Introduction

Abdominal pain experienced by people suffering from porphyria may be one of three things.

  • Pain unrelated to porphyria, and benign, e.g. pain caused by constipation, 'winds', irritable bowel, etc.
  • An acute attack of porphyria, mild or severe, and potentially dangerous.
  • Pain indicating a more serious problem, e.g. appendicitis or a peptic ulcer.

It is important to distinguish these three causes as the treatment is quite different.

Which Features are Characteristic of Pain Due to Porphyria

The cardinal feature is that these are attacks—i.e. discrete episodes lasting several days, with complete freedom of symptoms in between. Pain which comes and goes as the day progresses, or chronic pain present day after day, is highly unlikely to represent a true symptom of porphyria. Secondly, patients are, and look, ill.

Read the following page: Acute symptoms in porphyria.

1.  Severe acute attacks

The patient usually experiences the following.

  • severe abdominal pain
  • which may also be felt as a dragging discomfort in the lower back, loins and legs
  • nausea; vomiting is not invariable
  • mildly elevated blood pressure and pulse rate
  • passage of dark urine
  • and, perhaps, paralysis.

2. Mild acute attacks are signified by the following

  • abdominal pain as above, lasting continuously for several days,
  • continuous throughout most of the day and night,
  • accompanied by loss of appetite and possibly nausea.

Today, these milder attacks are more common than classical acute attacks, particularly as patients and their doctors are more aware of porphyria. Very often a cause for it will be evident (e.g. the patient may be taking a drug which is 'not safe' in porphyria).

This highly characteristic pattern of pain must be clearly distinguished from other causes of pain: for instance the frequent, episodic, cramping, chronic nature of spastic colon. Urine ALA, PBG and porphyrins MUST be measured and found to be significantly elevated before the symptoms are ascribed to porphyria.

Confirming the Acute Attack as the Cause of the Pain

It is important to take a good history and examine the patient thoroughly.

The only reliable confirmation of porphyria as the cause of the pain, is the demonstration of elevated aminolaevulinic acid (ALA) & porphobilinogen (PBG) and porphyrins in the urine. People experiencing abdominal pain on the basis of their porphyria will have a very active porphyria metabolically. One usually finds high levels of porphyrins in their urine and the precursors— ALA and PBG— will be raised. This is strong evidence for an incipient acute attack.

Consult the following pages for details: Diagnosing porphyria: patients with suggestive symptomsAcute symptoms in porphyria

Note that examination of the urine alone is sufficient to gauge whether the VP is active enough to be causing pain. This is in contradistinction to the straightforward diagnosis of VP where a plasma scan result is sufficient. This is because, when the porphyria is more active, one has a much larger amount of porphyrins appearing in the urine and for this purpose, urine estimation is more informative.

Management

It is important to stress that until proven otherwise it must always be assumed that the abdominal pain experienced is due to an incipient acute attack. Such an attack can prove fatal if left untreated. Patients should be instructed to:

  • Cease their medication and
  • Consult their doctors without delay.

They should, under no circumstances, continue taking medication unless they have been assured by a competent doctor, after proper consideration, that the pain is not due to porphyria.

If the pain is believed to be due to a mild acute attack, with no vomiting

  • Medication is stopped
  • Urine specimens sent to the laboratory for the determination of ALA, PBG and porphyrins
  • The patient is given symptomatic treatment with paracetamol-codeine compound for pain
  • And is told to ensure an adequate intake of oral fluids and carbohydrates
  • And is carefully monitored to ensure that symptoms settle promptly.

If the patient has symptoms of a more severe attack, is vomiting or fails to improve promptly

Under no circumstances should the patient take antispasmodics such as hyoscine butylbromide (Buscopan) etc., as this may very well precipitate an acute attack. These measures are usually sufficient for the episode to pass on in 1-2 days.

Two Important Caveats

  1. Never forget that the abdominal pain of porphyria is not associated with peritonism. The absence of abdominal tenderness, guarding, rigidity or rebound tenderness is typical of acute porphyria, and does not imply that the patient is simulating illness.
     
  2. Pethidine addiction is almost unheard of among our porphyrics. I am aware of just one patient (whose VP is in fact inactive) in South Africa who manifests true pethidine-seeking behaviour. Characteristic behaviour among many patients is to demand pethidine repeatedly during their admission, often with sudden improvement immediately thereafter, only to cry for pethidine again within a short time. Yet, as soon as the acute attack settles, all demands for pethidine cease and the patients are discharged. This is totally incompatible with any definition of opiate dependence, and proves that the opiate requirement is genuinely in response to pain. Unfortunately many doctors and nurses with no experience of porphyria fail to realise this, and resort too easily to labels such as "pethidine dependence".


§ **Activity**: How many of the lines below include the word "their"? Only the number should be given.

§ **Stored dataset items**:
______________________________

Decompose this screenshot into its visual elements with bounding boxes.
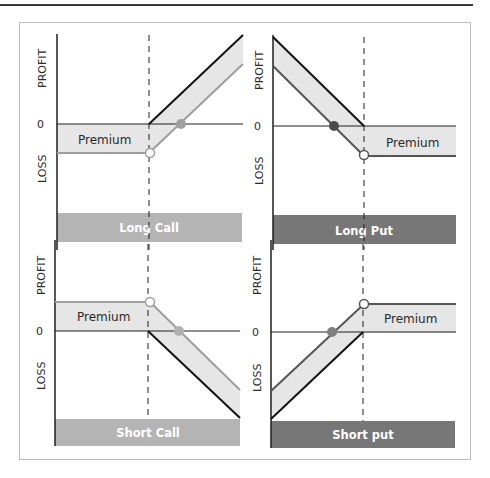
premium-label: Premium xyxy=(386,136,439,150)
breakeven-dot xyxy=(176,119,186,129)
loss-axis-label: LOSS xyxy=(251,364,264,392)
loss-axis-label: LOSS xyxy=(35,362,48,390)
loss-axis-label: LOSS xyxy=(253,157,266,185)
profit-axis-label: PROFIT xyxy=(251,255,264,295)
zero-tick: 0 xyxy=(252,326,259,339)
zero-tick: 0 xyxy=(254,120,261,133)
breakeven-dot xyxy=(174,326,184,336)
profit-axis-label: PROFIT xyxy=(36,48,49,88)
strike-hollow-dot xyxy=(360,300,369,309)
strategy-label: Short Call xyxy=(116,426,180,440)
zero-tick: 0 xyxy=(37,118,44,131)
breakeven-dot xyxy=(329,121,339,131)
strike-hollow-dot xyxy=(146,149,155,158)
payoff-line xyxy=(273,37,364,126)
loss-axis-label: LOSS xyxy=(36,155,49,183)
zero-tick: 0 xyxy=(36,325,43,338)
panel-short-put: Short put Premium 0 PROFIT LOSS xyxy=(251,240,456,448)
strike-hollow-dot xyxy=(146,298,155,307)
strike-hollow-dot xyxy=(360,151,369,160)
options-payoff-diagram: Long Call Premium 0 PROFIT LOSS Long Put… xyxy=(0,0,490,478)
strategy-label: Short put xyxy=(332,428,394,442)
panel-long-call: Long Call Premium 0 PROFIT LOSS xyxy=(36,34,243,250)
premium-label: Premium xyxy=(78,133,131,147)
profit-axis-label: PROFIT xyxy=(253,50,266,90)
payoff-line xyxy=(149,35,243,124)
premium-label: Premium xyxy=(384,312,437,326)
payoff-line xyxy=(271,332,363,419)
breakeven-dot xyxy=(327,327,337,337)
profit-axis-label: PROFIT xyxy=(35,255,48,295)
panel-long-put: Long Put Premium 0 PROFIT LOSS xyxy=(253,35,456,250)
premium-label: Premium xyxy=(77,310,130,324)
panel-short-call: Short Call Premium 0 PROFIT LOSS xyxy=(35,240,240,446)
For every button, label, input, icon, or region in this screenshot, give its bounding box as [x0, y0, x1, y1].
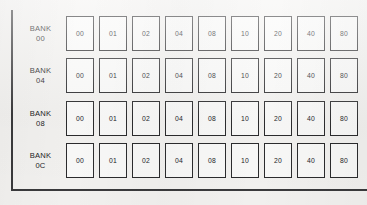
- bank-cell: 08: [198, 16, 226, 51]
- bank-cell: 00: [66, 101, 94, 136]
- bank-row: BANK0C000102040810204080: [0, 143, 367, 178]
- bank-cell: 04: [165, 16, 193, 51]
- bank-cell: 04: [165, 143, 193, 178]
- bank-row-label: BANK0C: [18, 143, 63, 178]
- bank-cell: 20: [264, 101, 292, 136]
- bank-cell: 40: [297, 101, 325, 136]
- bank-label-id: 04: [36, 76, 45, 86]
- bank-cell: 40: [297, 143, 325, 178]
- bank-label-id: 0C: [35, 161, 45, 171]
- bank-cell: 10: [231, 143, 259, 178]
- bank-label-id: 00: [36, 34, 45, 44]
- bank-cell: 01: [99, 58, 127, 93]
- bank-cell: 04: [165, 101, 193, 136]
- bank-cell: 00: [66, 58, 94, 93]
- bank-cell: 20: [264, 143, 292, 178]
- bank-cell: 02: [132, 58, 160, 93]
- bank-cell: 20: [264, 58, 292, 93]
- bank-cell: 02: [132, 101, 160, 136]
- bank-cell: 04: [165, 58, 193, 93]
- bank-cell: 40: [297, 58, 325, 93]
- bank-cell: 80: [330, 143, 358, 178]
- bank-cell: 00: [66, 16, 94, 51]
- bank-cell: 80: [330, 101, 358, 136]
- bank-label-id: 08: [36, 119, 45, 129]
- bank-cell: 02: [132, 143, 160, 178]
- bank-row-label: BANK08: [18, 101, 63, 136]
- bank-cell: 80: [330, 58, 358, 93]
- bank-row-label: BANK00: [18, 16, 63, 51]
- bank-cell: 40: [297, 16, 325, 51]
- bank-label-name: BANK: [30, 66, 52, 76]
- bank-cell: 10: [231, 16, 259, 51]
- bank-cell: 00: [66, 143, 94, 178]
- bank-cell: 01: [99, 101, 127, 136]
- bank-cell: 02: [132, 16, 160, 51]
- bank-diagram: BANK00000102040810204080BANK040001020408…: [0, 0, 367, 205]
- bank-cell: 08: [198, 101, 226, 136]
- bank-row-list: BANK00000102040810204080BANK040001020408…: [0, 0, 367, 205]
- bank-cell: 01: [99, 143, 127, 178]
- bank-cell: 10: [231, 58, 259, 93]
- bank-cell: 08: [198, 58, 226, 93]
- bank-cell: 10: [231, 101, 259, 136]
- bank-row: BANK00000102040810204080: [0, 16, 367, 51]
- bank-label-name: BANK: [30, 109, 52, 119]
- bank-cell: 80: [330, 16, 358, 51]
- bank-cell: 08: [198, 143, 226, 178]
- bank-cell: 01: [99, 16, 127, 51]
- bank-row: BANK08000102040810204080: [0, 101, 367, 136]
- bank-label-name: BANK: [30, 24, 52, 34]
- bank-row: BANK04000102040810204080: [0, 58, 367, 93]
- bank-row-label: BANK04: [18, 58, 63, 93]
- bank-label-name: BANK: [30, 151, 52, 161]
- bank-cell: 20: [264, 16, 292, 51]
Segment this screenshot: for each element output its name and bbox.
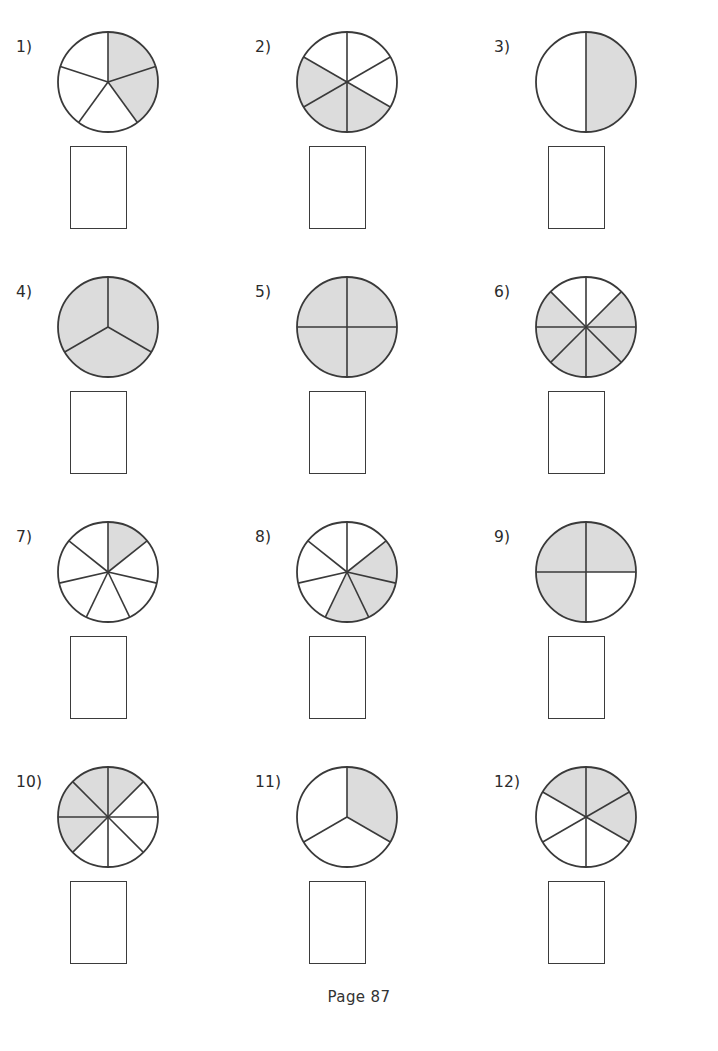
pie-svg bbox=[56, 765, 160, 869]
problem-number-label: 2) bbox=[255, 40, 271, 56]
problem-number-label: 4) bbox=[16, 285, 32, 301]
shaded-sector bbox=[347, 82, 390, 132]
problem-7: 7) bbox=[0, 512, 239, 757]
sector-divider bbox=[347, 57, 390, 82]
problem-number-label: 10) bbox=[16, 775, 42, 791]
problem-number-label: 11) bbox=[255, 775, 281, 791]
shaded-sector bbox=[543, 767, 586, 817]
sector-divider bbox=[108, 817, 143, 852]
answer-box-5[interactable] bbox=[309, 391, 366, 474]
problem-number-label: 3) bbox=[494, 40, 510, 56]
pie-svg bbox=[295, 30, 399, 134]
problem-2: 2) bbox=[239, 22, 478, 267]
problem-12: 12) bbox=[478, 757, 717, 1002]
sector-divider bbox=[86, 572, 108, 617]
fraction-circle-9 bbox=[534, 520, 638, 624]
answer-box-12[interactable] bbox=[548, 881, 605, 964]
problem-9: 9) bbox=[478, 512, 717, 757]
problem-8: 8) bbox=[239, 512, 478, 757]
fraction-circle-3 bbox=[534, 30, 638, 134]
answer-box-8[interactable] bbox=[309, 636, 366, 719]
shaded-sector bbox=[58, 817, 108, 852]
sector-divider bbox=[59, 572, 108, 583]
shaded-sector bbox=[586, 32, 636, 132]
fraction-circle-10 bbox=[56, 765, 160, 869]
answer-box-4[interactable] bbox=[70, 391, 127, 474]
sector-divider bbox=[79, 82, 108, 122]
problem-number-label: 8) bbox=[255, 530, 271, 546]
answer-box-1[interactable] bbox=[70, 146, 127, 229]
problem-5: 5) bbox=[239, 267, 478, 512]
fraction-circle-1 bbox=[56, 30, 160, 134]
answer-box-3[interactable] bbox=[548, 146, 605, 229]
problem-11: 11) bbox=[239, 757, 478, 1002]
sector-divider bbox=[308, 541, 347, 572]
fraction-circle-5 bbox=[295, 275, 399, 379]
fraction-circle-12 bbox=[534, 765, 638, 869]
pie-svg bbox=[56, 275, 160, 379]
answer-box-7[interactable] bbox=[70, 636, 127, 719]
sector-divider bbox=[298, 572, 347, 583]
pie-svg bbox=[56, 30, 160, 134]
worksheet-page: 1)2)3)4)5)6)7)8)9)10)11)12) Page 87 bbox=[0, 0, 718, 1051]
fraction-circle-6 bbox=[534, 275, 638, 379]
sector-divider bbox=[69, 541, 108, 572]
sector-divider bbox=[543, 817, 586, 842]
answer-box-6[interactable] bbox=[548, 391, 605, 474]
answer-box-11[interactable] bbox=[309, 881, 366, 964]
pie-svg bbox=[534, 30, 638, 134]
sector-divider bbox=[108, 572, 157, 583]
problem-4: 4) bbox=[0, 267, 239, 512]
pie-svg bbox=[295, 275, 399, 379]
problem-3: 3) bbox=[478, 22, 717, 267]
problem-number-label: 6) bbox=[494, 285, 510, 301]
pie-svg bbox=[295, 520, 399, 624]
answer-box-9[interactable] bbox=[548, 636, 605, 719]
problem-number-label: 7) bbox=[16, 530, 32, 546]
shaded-sector bbox=[536, 292, 586, 327]
shaded-sector bbox=[108, 767, 143, 817]
problem-number-label: 5) bbox=[255, 285, 271, 301]
problem-10: 10) bbox=[0, 757, 239, 1002]
answer-box-10[interactable] bbox=[70, 881, 127, 964]
fraction-circle-7 bbox=[56, 520, 160, 624]
problem-grid: 1)2)3)4)5)6)7)8)9)10)11)12) bbox=[0, 22, 718, 1002]
pie-svg bbox=[534, 520, 638, 624]
problem-number-label: 12) bbox=[494, 775, 520, 791]
sector-divider bbox=[108, 572, 130, 617]
fraction-circle-8 bbox=[295, 520, 399, 624]
pie-svg bbox=[534, 275, 638, 379]
sector-divider bbox=[60, 67, 108, 82]
page-footer: Page 87 bbox=[0, 988, 718, 1006]
problem-number-label: 9) bbox=[494, 530, 510, 546]
problem-6: 6) bbox=[478, 267, 717, 512]
pie-svg bbox=[534, 765, 638, 869]
answer-box-2[interactable] bbox=[309, 146, 366, 229]
shaded-sector bbox=[586, 292, 636, 327]
pie-svg bbox=[56, 520, 160, 624]
pie-svg bbox=[295, 765, 399, 869]
sector-divider bbox=[304, 817, 347, 842]
problem-number-label: 1) bbox=[16, 40, 32, 56]
fraction-circle-4 bbox=[56, 275, 160, 379]
shaded-sector bbox=[108, 522, 147, 572]
fraction-circle-11 bbox=[295, 765, 399, 869]
fraction-circle-2 bbox=[295, 30, 399, 134]
problem-1: 1) bbox=[0, 22, 239, 267]
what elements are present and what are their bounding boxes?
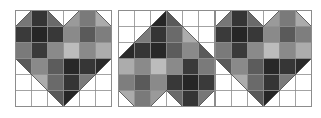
quilt-patch xyxy=(135,43,151,59)
quilt-patch xyxy=(16,43,32,59)
quilt-patch xyxy=(296,27,312,43)
quilt-patch xyxy=(80,11,96,27)
quilt-patch xyxy=(64,43,80,59)
quilt-patch xyxy=(232,11,248,27)
heart-block-1 xyxy=(15,10,111,108)
quilt-patch xyxy=(151,59,167,75)
quilt-patch xyxy=(48,75,64,91)
quilt-patch xyxy=(135,59,151,75)
quilt-patch xyxy=(183,91,199,107)
quilt-patch xyxy=(264,75,280,91)
quilt-patch xyxy=(167,59,183,75)
quilt-patch xyxy=(64,75,80,91)
quilt-patch xyxy=(280,59,296,75)
quilt-patch xyxy=(264,43,280,59)
quilt-patch xyxy=(64,59,80,75)
quilt-patch xyxy=(16,27,32,43)
heart-block-2-inverted xyxy=(118,10,214,108)
quilt-patch xyxy=(119,75,135,91)
quilt-patch xyxy=(248,75,264,91)
quilt-patch xyxy=(48,59,64,75)
quilt-patch xyxy=(135,75,151,91)
quilt-patch xyxy=(96,43,112,59)
quilt-patch xyxy=(280,11,296,27)
quilt-patch xyxy=(280,43,296,59)
heart-block-3 xyxy=(215,10,311,108)
quilt-patch xyxy=(248,27,264,43)
quilt-patch xyxy=(151,43,167,59)
quilt-patch xyxy=(151,75,167,91)
quilt-patch xyxy=(96,27,112,43)
quilt-patch xyxy=(296,43,312,59)
quilt-patch xyxy=(183,43,199,59)
quilt-patch xyxy=(167,43,183,59)
quilt-patch xyxy=(48,27,64,43)
quilt-patch xyxy=(48,43,64,59)
quilt-patch xyxy=(80,27,96,43)
quilt-patch xyxy=(232,59,248,75)
quilt-patch xyxy=(32,11,48,27)
quilt-patch xyxy=(64,27,80,43)
quilt-patch xyxy=(264,27,280,43)
quilt-patch xyxy=(199,75,215,91)
quilt-patch xyxy=(119,59,135,75)
quilt-patch xyxy=(216,27,232,43)
quilt-patch xyxy=(80,43,96,59)
quilt-patch xyxy=(232,43,248,59)
quilt-patch xyxy=(32,59,48,75)
quilt-patch xyxy=(248,43,264,59)
quilt-patch xyxy=(183,59,199,75)
quilt-patch xyxy=(232,27,248,43)
quilt-patch xyxy=(151,27,167,43)
quilt-patch xyxy=(167,27,183,43)
quilt-patch xyxy=(80,59,96,75)
quilt-patch xyxy=(32,43,48,59)
quilt-patch xyxy=(264,59,280,75)
quilt-patch xyxy=(135,91,151,107)
quilt-patch xyxy=(280,27,296,43)
quilt-patch xyxy=(167,75,183,91)
quilt-patch xyxy=(248,59,264,75)
quilt-patch xyxy=(199,59,215,75)
quilt-patch xyxy=(183,75,199,91)
quilt-patch xyxy=(32,27,48,43)
quilt-patch xyxy=(216,43,232,59)
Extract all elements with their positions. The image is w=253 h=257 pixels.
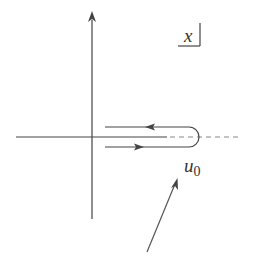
- point-label: u0: [184, 155, 201, 179]
- pointer-arrow-head-icon: [171, 178, 178, 190]
- vertical-axis: [88, 11, 96, 219]
- plane-label: x: [178, 23, 200, 46]
- contour-diagram: x u0: [0, 0, 253, 257]
- pointer-arrow: [147, 178, 178, 252]
- plane-label-text: x: [183, 25, 193, 46]
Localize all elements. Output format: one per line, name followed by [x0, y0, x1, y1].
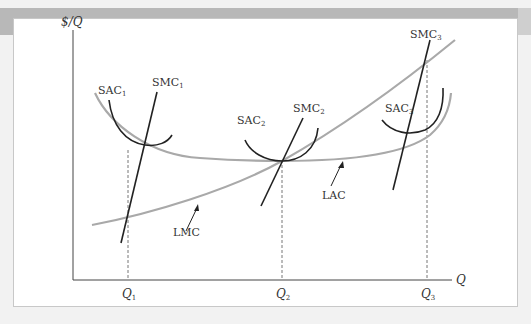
lac-arrowhead-icon: [338, 161, 344, 168]
sac2-label: SAC2: [237, 114, 265, 128]
lac-label: LAC: [322, 189, 346, 202]
smc1-curve: [121, 92, 157, 243]
q1-label: Q1: [122, 287, 136, 302]
lmc-label: LMC: [173, 226, 200, 239]
lmc-arrowhead-icon: [194, 204, 199, 211]
q3-label: Q3: [421, 287, 435, 302]
smc2-label: SMC2: [293, 102, 325, 116]
sac1-label: SAC1: [98, 84, 126, 98]
q2-label: Q2: [276, 287, 290, 302]
sac3-label: SAC3: [385, 102, 413, 116]
sac2-curve: [245, 128, 318, 161]
smc1-label: SMC1: [152, 76, 184, 90]
y-axis-label: $/Q: [61, 15, 83, 29]
x-axis-label: Q: [456, 273, 466, 287]
smc3-label: SMC3: [410, 28, 442, 42]
lac-pointer-arrow: [331, 165, 341, 186]
cost-curves-diagram: $/Q Q SAC1 SMC1 SAC2 SMC2 SAC3 SMC3 LAC …: [0, 0, 531, 324]
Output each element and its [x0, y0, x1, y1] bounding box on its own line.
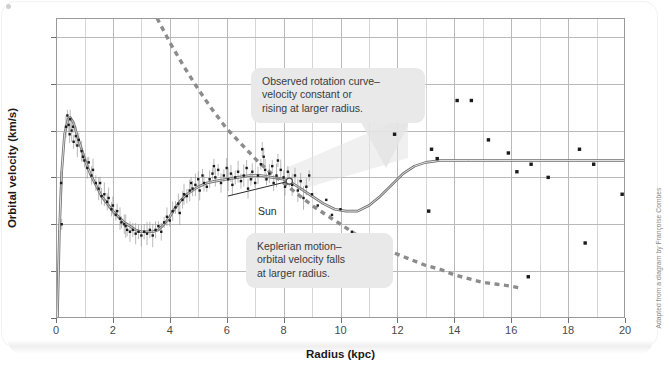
x-tick-label: 16: [496, 324, 526, 336]
x-tick-label: 10: [326, 324, 356, 336]
x-tick-label: 18: [553, 324, 583, 336]
y-tick-mark: [51, 177, 56, 178]
x-tick-label: 12: [382, 324, 412, 336]
callout-keplerian-motion: Keplerian motion– orbital velocity falls…: [246, 233, 393, 288]
x-tick-mark: [625, 318, 626, 323]
x-tick-mark: [227, 318, 228, 323]
rotation-curve-figure: 150175200225250275300 02468101214161820 …: [0, 0, 669, 370]
x-axis-label: Radius (kpc): [306, 348, 375, 360]
y-tick-mark: [51, 271, 56, 272]
x-tick-mark: [568, 318, 569, 323]
x-tick-mark: [284, 318, 285, 323]
x-tick-label: 2: [98, 324, 128, 336]
x-tick-label: 14: [439, 324, 469, 336]
attribution-text: Adapted from a diagram by Françoise Comb…: [655, 188, 662, 329]
x-tick-mark: [341, 318, 342, 323]
x-tick-mark: [170, 318, 171, 323]
x-tick-label: 6: [212, 324, 242, 336]
x-tick-mark: [113, 318, 114, 323]
x-tick-label: 8: [269, 324, 299, 336]
y-tick-mark: [51, 224, 56, 225]
x-tick-mark: [397, 318, 398, 323]
y-tick-mark: [51, 37, 56, 38]
x-tick-label: 0: [41, 324, 71, 336]
x-tick-label: 4: [155, 324, 185, 336]
x-tick-label: 20: [610, 324, 640, 336]
x-tick-mark: [511, 318, 512, 323]
x-tick-mark: [454, 318, 455, 323]
callout-observed-rotation-curve: Observed rotation curve– velocity consta…: [251, 68, 425, 123]
y-tick-mark: [51, 84, 56, 85]
corner-dot-icon: [6, 4, 11, 9]
sun-annotation-label: Sun: [258, 205, 277, 217]
plot-area: 150175200225250275300 02468101214161820 …: [56, 18, 625, 318]
x-tick-mark: [56, 318, 57, 323]
y-axis-label: Orbital velocity (km/s): [6, 108, 18, 228]
y-tick-mark: [51, 131, 56, 132]
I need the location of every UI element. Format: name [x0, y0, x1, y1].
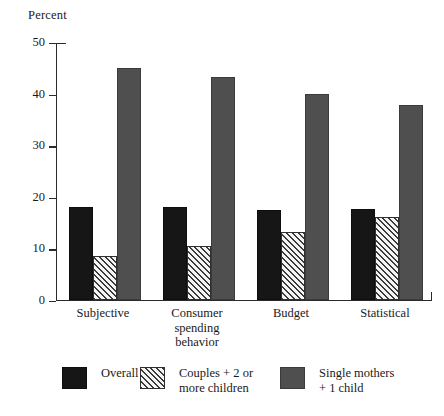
- y-tick-mark: [49, 198, 56, 199]
- bar: [257, 210, 281, 300]
- bar: [69, 207, 93, 300]
- legend-label: Couples + 2 or more children: [179, 366, 253, 395]
- bar: [117, 68, 141, 299]
- y-tick-mark: [49, 301, 56, 302]
- y-tick-mark: [49, 249, 56, 250]
- x-axis-line: [56, 300, 432, 301]
- y-axis-top-cap: [56, 43, 66, 44]
- y-tick-label: 0: [39, 293, 45, 308]
- x-axis-category-labels: SubjectiveConsumer spending behaviorBudg…: [56, 306, 432, 368]
- poverty-rate-bar-chart: Percent 01020304050 SubjectiveConsumer s…: [0, 0, 444, 416]
- y-tick-label: 10: [33, 242, 46, 257]
- y-tick-label: 40: [33, 87, 46, 102]
- bar: [375, 217, 399, 300]
- y-tick-mark: [49, 146, 56, 147]
- x-axis-label: Consumer spending behavior: [150, 306, 244, 350]
- x-axis-label: Statistical: [338, 306, 432, 321]
- bar: [281, 232, 305, 300]
- legend-item: Overall: [62, 366, 138, 389]
- y-tick-label: 30: [33, 138, 46, 153]
- legend-item: Couples + 2 or more children: [140, 366, 253, 395]
- x-axis-label: Budget: [244, 306, 338, 321]
- legend-label: Single mothers + 1 child: [319, 366, 394, 395]
- bar: [399, 105, 423, 300]
- bar: [211, 77, 235, 300]
- bar: [305, 94, 329, 300]
- legend-swatch: [62, 367, 87, 389]
- chart-legend: OverallCouples + 2 or more childrenSingl…: [0, 366, 444, 412]
- y-axis-line: [56, 43, 57, 301]
- legend-label: Overall: [101, 366, 138, 381]
- bar: [351, 209, 375, 299]
- plot-area: 01020304050: [56, 43, 432, 301]
- legend-swatch: [140, 367, 165, 389]
- bar: [187, 246, 211, 299]
- y-axis-title: Percent: [28, 8, 67, 23]
- y-tick-label: 50: [33, 35, 46, 50]
- bar: [163, 207, 187, 300]
- y-tick-label: 20: [33, 190, 46, 205]
- y-tick-mark: [49, 43, 56, 44]
- legend-swatch: [280, 367, 305, 389]
- x-axis-right-cap: [431, 292, 432, 301]
- bar: [93, 256, 117, 300]
- y-tick-mark: [49, 95, 56, 96]
- legend-item: Single mothers + 1 child: [280, 366, 394, 395]
- x-axis-label: Subjective: [56, 306, 150, 321]
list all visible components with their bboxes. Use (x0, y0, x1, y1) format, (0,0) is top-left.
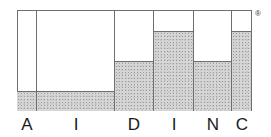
column-fill (154, 31, 193, 111)
letter-i2: I (164, 116, 184, 134)
column-fill (17, 91, 36, 111)
column-fill (37, 91, 114, 111)
column-i2 (154, 10, 194, 111)
column-fill (194, 61, 231, 111)
letter-i: I (66, 116, 86, 134)
column-n (194, 10, 232, 111)
column-c (232, 10, 252, 111)
letter-n: N (203, 116, 223, 134)
letter-c: C (232, 116, 252, 134)
column-fill (232, 31, 251, 111)
letter-d: D (124, 116, 144, 134)
column-d (115, 10, 154, 111)
column-a (17, 10, 37, 111)
column-fill (115, 61, 153, 111)
registered-mark-icon: ® (255, 9, 261, 18)
column-i (37, 10, 115, 111)
letter-a: A (17, 116, 37, 134)
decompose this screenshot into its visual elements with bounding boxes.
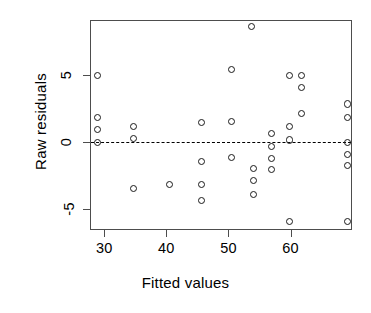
data-point xyxy=(298,110,305,117)
data-point xyxy=(94,72,101,79)
x-tick-mark xyxy=(166,230,167,237)
data-point xyxy=(344,151,351,158)
data-point xyxy=(268,143,275,150)
y-tick-label: 0 xyxy=(58,138,74,146)
data-point xyxy=(286,72,293,79)
x-tick-label: 60 xyxy=(282,240,299,256)
data-point xyxy=(250,191,257,198)
data-point xyxy=(268,130,275,137)
data-point xyxy=(198,158,205,165)
y-tick-mark xyxy=(83,75,90,76)
data-point xyxy=(286,136,293,143)
data-point xyxy=(248,23,255,30)
zero-reference-line xyxy=(91,142,351,143)
data-point xyxy=(268,166,275,173)
data-point xyxy=(198,181,205,188)
data-point xyxy=(344,100,351,107)
data-point xyxy=(198,197,205,204)
y-tick-label: 5 xyxy=(58,71,74,79)
data-point xyxy=(286,123,293,130)
data-point xyxy=(268,155,275,162)
x-tick-mark xyxy=(228,230,229,237)
data-point xyxy=(130,123,137,130)
x-tick-mark xyxy=(104,230,105,237)
data-point xyxy=(344,162,351,169)
data-point xyxy=(344,218,351,225)
data-point xyxy=(94,139,101,146)
x-axis-title: Fitted values xyxy=(0,274,371,291)
data-point xyxy=(298,84,305,91)
x-tick-mark xyxy=(291,230,292,237)
data-point xyxy=(228,154,235,161)
x-tick-label: 50 xyxy=(220,240,237,256)
data-point xyxy=(94,114,101,121)
data-point xyxy=(250,165,257,172)
data-point xyxy=(250,177,257,184)
data-point xyxy=(344,139,351,146)
y-tick-label: -5 xyxy=(61,202,77,215)
residual-plot: Raw residuals 50-5 30405060 Fitted value… xyxy=(0,0,371,313)
data-point xyxy=(198,119,205,126)
plot-panel xyxy=(90,20,352,230)
data-point xyxy=(298,72,305,79)
data-point xyxy=(286,218,293,225)
data-point xyxy=(166,181,173,188)
y-tick-mark xyxy=(83,209,90,210)
data-point xyxy=(228,66,235,73)
y-axis-title: Raw residuals xyxy=(32,17,49,227)
data-point xyxy=(228,118,235,125)
y-tick-mark xyxy=(83,142,90,143)
data-point xyxy=(130,185,137,192)
data-point xyxy=(344,114,351,121)
x-tick-label: 30 xyxy=(96,240,113,256)
data-point xyxy=(94,126,101,133)
x-tick-label: 40 xyxy=(158,240,175,256)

______________________________

§ **Result of this task**: 3